Posted : 11 years, 3 months ago on 6 February 2013 12:45

The first third of La Belle et La Bete may seem a little too long and a little too slow, but the film still has the power to cast its spell over an audience. At times, perhaps from a modern viewer's perspective, you find yourself admiring the technique a little more than its soul, and Jean Marais' performance as the Beast strangely pales compared to his two-faced suitor, but then he was never exactly a great actor. Yet the complexity that Cocteau manages to bring to the film is still surprising, with neither the brother nor suitor descending to the easy caricature of the two ugly sisters: the former knows he and his sisters are wastrels, but that doesn't make him less of a liability, while the latter is almost in denial of his own nature. But ultimately it's the magical design that seduces, a fairytale kingdom smack in the middle of a believable world, but neither necessarily a benign one.
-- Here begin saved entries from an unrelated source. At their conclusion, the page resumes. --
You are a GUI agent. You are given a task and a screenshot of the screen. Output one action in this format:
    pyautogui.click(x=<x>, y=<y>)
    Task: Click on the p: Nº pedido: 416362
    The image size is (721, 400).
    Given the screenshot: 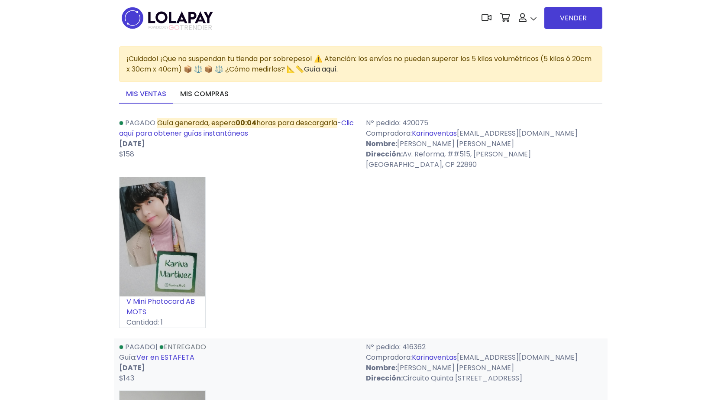 What is the action you would take?
    pyautogui.click(x=484, y=347)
Criterion's restored DVD and Region A-locked Blu-ray is quite superb, boasting an excellent transfer and a selection of very good extras that exceed those on the BFI's UK DVD - audio commentaries by Arthur Knight and Christopher Frayling, 1995 documentary Screening at the Majestic, TV interview with Henri Alekan, extract from TV show Secrets Professionnels - Tete a Tete, optional Phillip Glass opera soundtrack, stills gallery, film restoration demonstration, trailer and booklet including article by Jean Cocteau and (though curiously not in the Blu-ray version) Mme. Leprince de Beaumont's original story. By contrast, the BFI's DVD only includes the Frayling commentary, Screening at the Majestic documentary and stills gallery. Do bear in mind, however, that Criterion's Blu-ray is Region A-locked.